Friday, October 19, 2012

I Love...Cookbooks

Last week I did some reorganizing in my kitchen. My cookbooks were scattered throughout the house. They really needed to be where the stove is, right?

Once I'd managed to collect them, the overwhelming truth was revealed. I own thirty-three cookbooks.

Thirty-three.

I'm not a gourmet cook. I'm not a master baker. Cooking and baking are fun, as long as I'm not under pressure to make things perfect for guests or quick for starving, whining children.

So which of these thirty-three books do I actually consult?
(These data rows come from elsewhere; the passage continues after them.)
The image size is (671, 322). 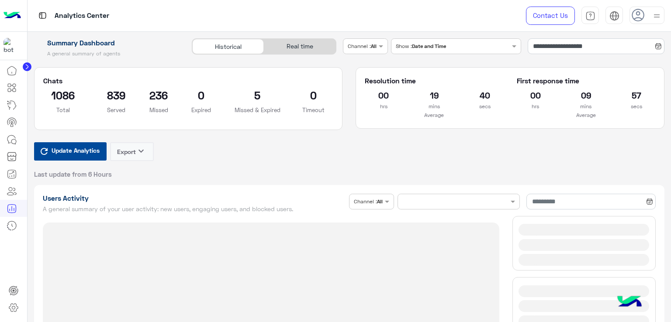 I want to click on b: Date and Time, so click(x=429, y=46).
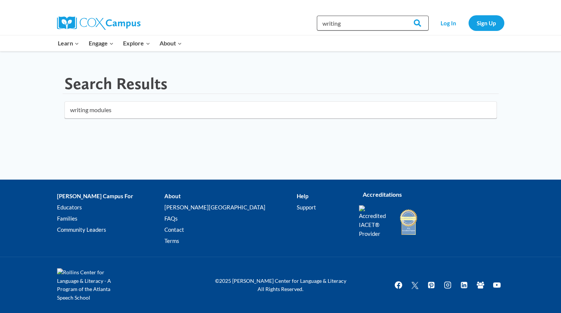 Image resolution: width=561 pixels, height=313 pixels. I want to click on a: Pinterest, so click(431, 285).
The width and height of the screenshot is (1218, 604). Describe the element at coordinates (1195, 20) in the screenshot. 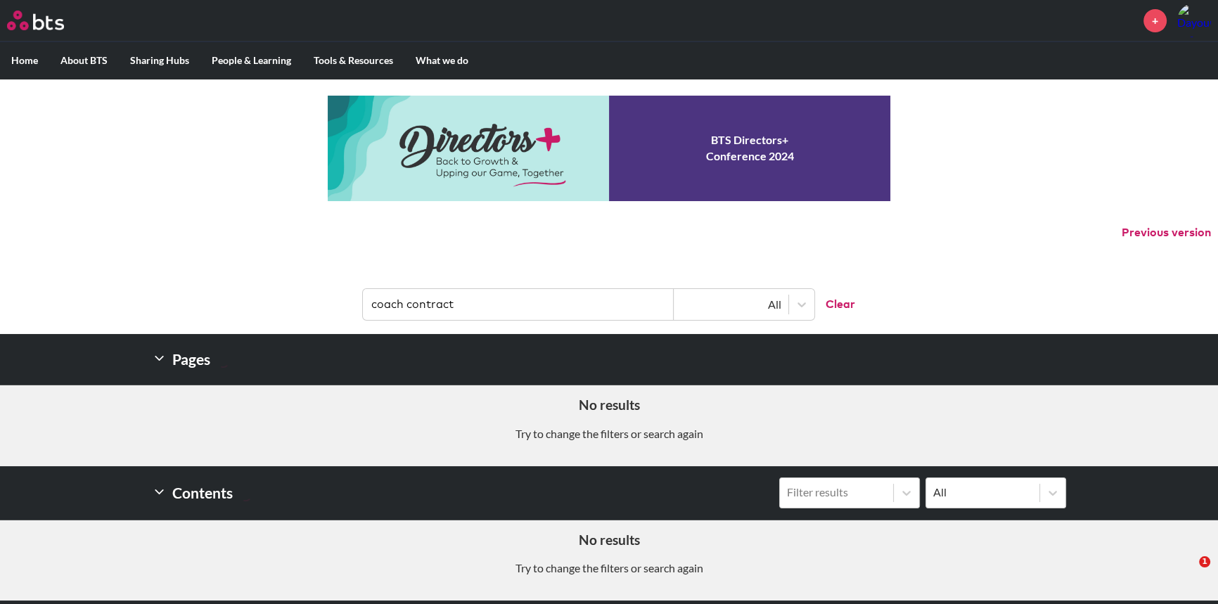

I see `img: Dayoung Lee` at that location.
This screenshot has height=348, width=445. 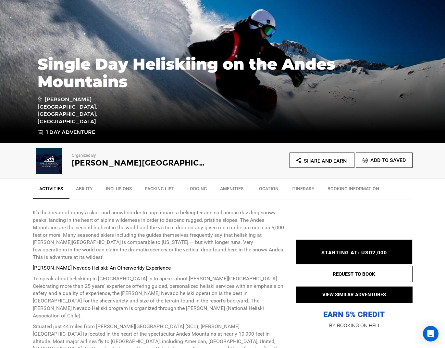 What do you see at coordinates (159, 190) in the screenshot?
I see `a: Packing List` at bounding box center [159, 190].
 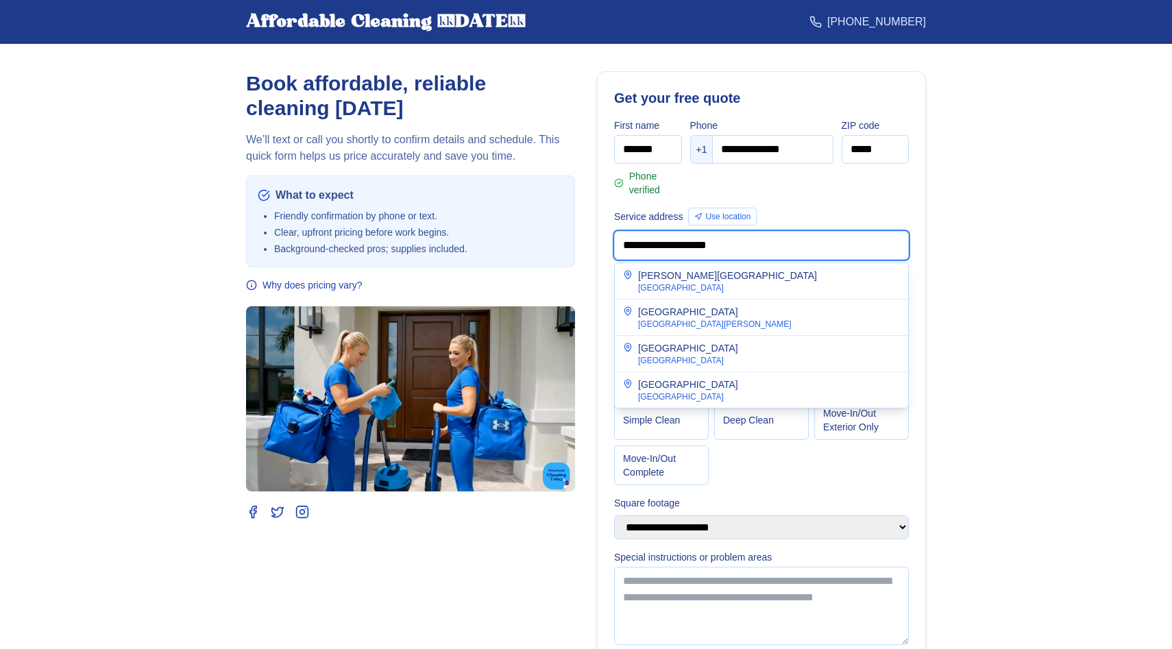 I want to click on label: First name, so click(x=648, y=125).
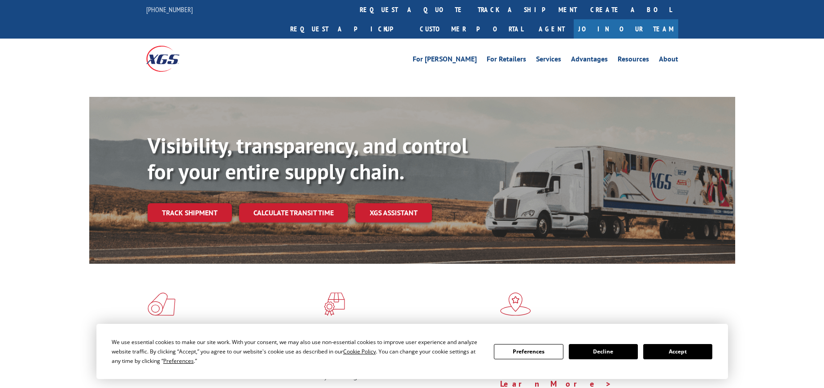  I want to click on b: Visibility, transparency, and control for your entire supply chain., so click(308, 158).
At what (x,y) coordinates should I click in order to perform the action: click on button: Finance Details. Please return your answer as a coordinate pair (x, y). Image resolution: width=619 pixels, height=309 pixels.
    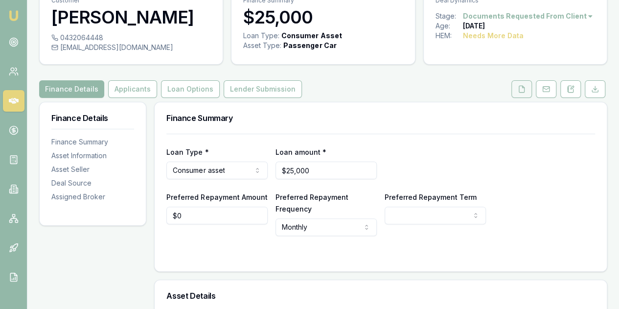
    Looking at the image, I should click on (71, 89).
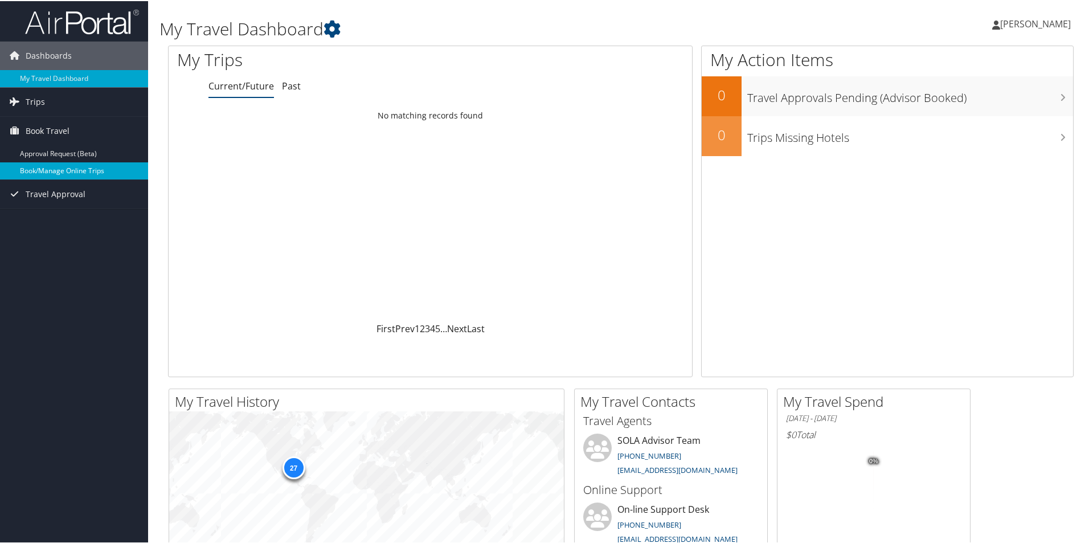 This screenshot has width=1089, height=543. I want to click on a: First, so click(386, 328).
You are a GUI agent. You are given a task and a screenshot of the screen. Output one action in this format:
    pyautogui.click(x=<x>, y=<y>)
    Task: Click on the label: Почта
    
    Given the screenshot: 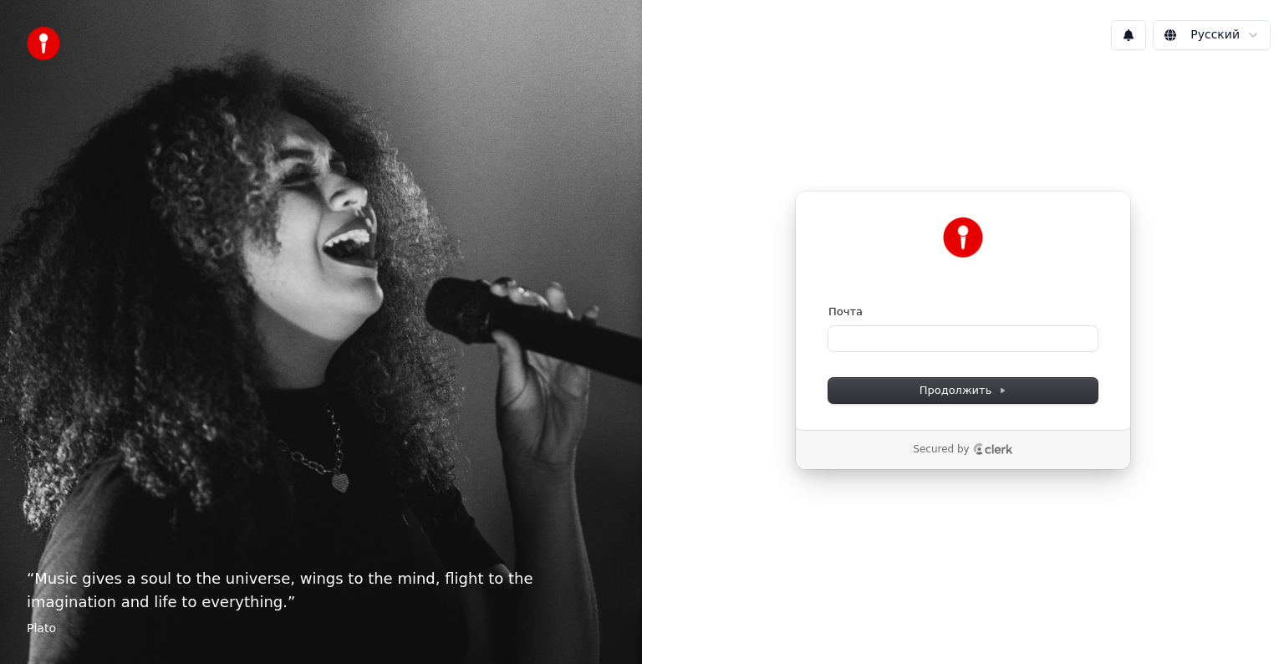 What is the action you would take?
    pyautogui.click(x=845, y=312)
Most often, I grab the 1075-page Better Homes & Gardens and the 1230-page Fannie Farmer heavy-weights. The recipes I use are often simple things like pancakes and muffins, where I just need the ingredient amounts. Or I check cooking times.

I love to sift through recipes, but only for inspiration. Meals never turn out the way the books specify. I don't like peas, so I use cucumber instead. No ricotta in the frig and the stores are already closed? Cottage cheese will work. Not to mention all the meat substitutes. And amounts are just suggestions anyway.

I admit to not regularly using most of the thirty-three. In fact, I've probably never even opened some of them. So why do I have so many cookbooks? Standing in the kitchen, gazing at them in wonder, I realized I had only bought three cookbooks myself.

Three out of thirty-three.

The others were bought by my husband, included in the box when I purchased some electric kitchen wonder, a gift or a hand-me-down.

I have a beautiful vegetarian cookbook from my sister-in-law. My husband bought a nice Italian cookbook. And at least seventy-five percent came from my mom.

She had everything from Gold Medal Country Baking Vol. 1 No. 8 (which I use quite often) to Joys of Jell-O from 1973 to 2007 Light & Tasty Annual Recipes (not used yet).

My mom was a great cook. Patient and creative, she must have had it hard in a house with three picky kids and a husband whose favorite vegetable was a potato.

In 2010, my mom passed away, and I rescued her recipes from a trash bag before her house was sold. Holding on to her cookbooks is a way of keeping a bit of her in my kitchen...and in my life. So I guess, when I say, “I love cookbooks,” it's not the whole truth. For me, more than anything, “I love cookbooks” means “you'll always be here with me, Mom."